Overview
Originally published in 1999, Daniel Paisner's THE BALL: Mark McGwire's 70th Home Run Ball and the Marketing of the American Dream was hailed as "one of the great quirky masterpieces of baseball journalism" by the editors of Sportsjones.com, and named an Amazon.com "Top Ten Sports Book of the Year." THE BALL is a wistful parable about our national pastime. It chronicles the distinctly American path of Mark McGwire's record-setting seventieth home run ball—from the moment it was stitched in a Rawlings factory in Costa Rica and shipped (eventually) to St. Louis; to the moment it left the hands of Montreal rookie hurler Carl Pavano and collided with McGwire's "Big Stick" bat; to the moment it was "caught" by a researcher working on the heralded Human Genome Research Project; to the moment it was won at auction for $3.08 million dollars by a comic-book maven. Shot through with colorful characters, high drama and rich baseball history, it is must-reading for anyone interested in what drove our various marketplaces—and collective fantasies—at the end of the twentieth century.
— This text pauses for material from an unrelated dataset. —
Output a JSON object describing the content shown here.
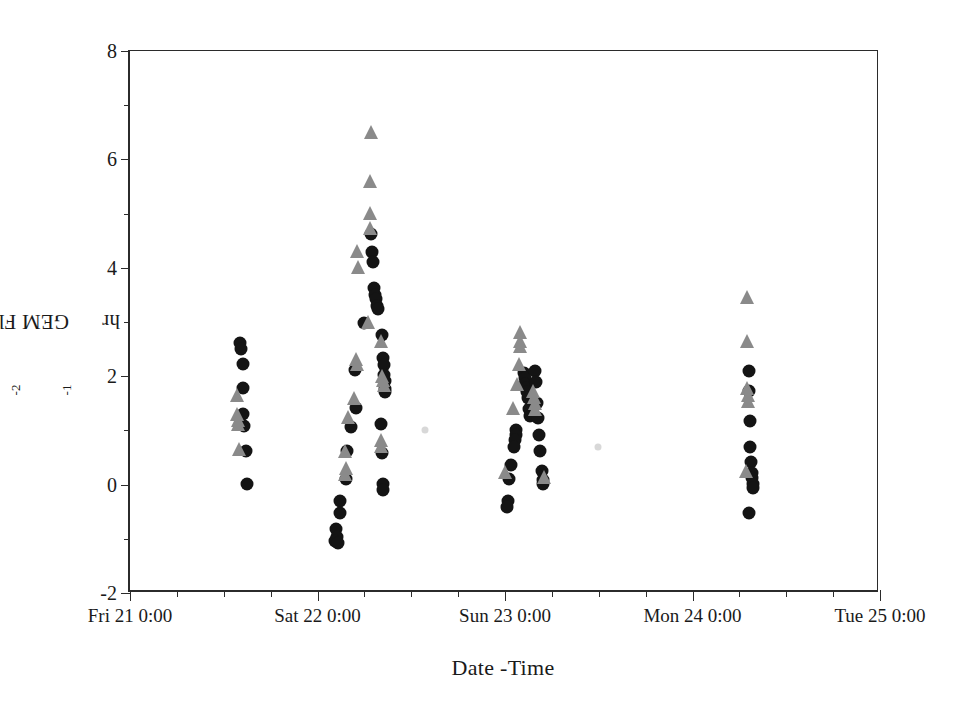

As baseball fans commemorate the twentieth anniversary of the historic home run race of 1998, they look back as well to a more innocent time in the game—a time before the taint of steroids and the reliance on sabermetrics that has transformed the way the game is played and the way it is remembered.Author Biography
DANIEL PAISNER is well-known to readers as the author of more than sixty books, including sixteen New York Times best-sellers. As a ghostwriter, he has written more than fifty books in collaboration with athletes, actors, politicians, business leaders and ordinary individuals with extraordinary stories to tell, including tennis great Serena Williams; Ohio governor John Kasich; football legend Ray Lewis; Academy Award winners Whoopi Goldberg, Denzel Washington and Anthony Quinn; and former New York Mets pitcher Ron Darling. His baseball-themed novel A SINGLE HAPPENED THING was published in April, 2016 by Relegation Books—the third "first novel" from Paisner, who prefers the enthusiasm and benefits-of-the-doubt that attach to first-time novelists over the grudging disinterest that seems to greet mid-list writers upon publication.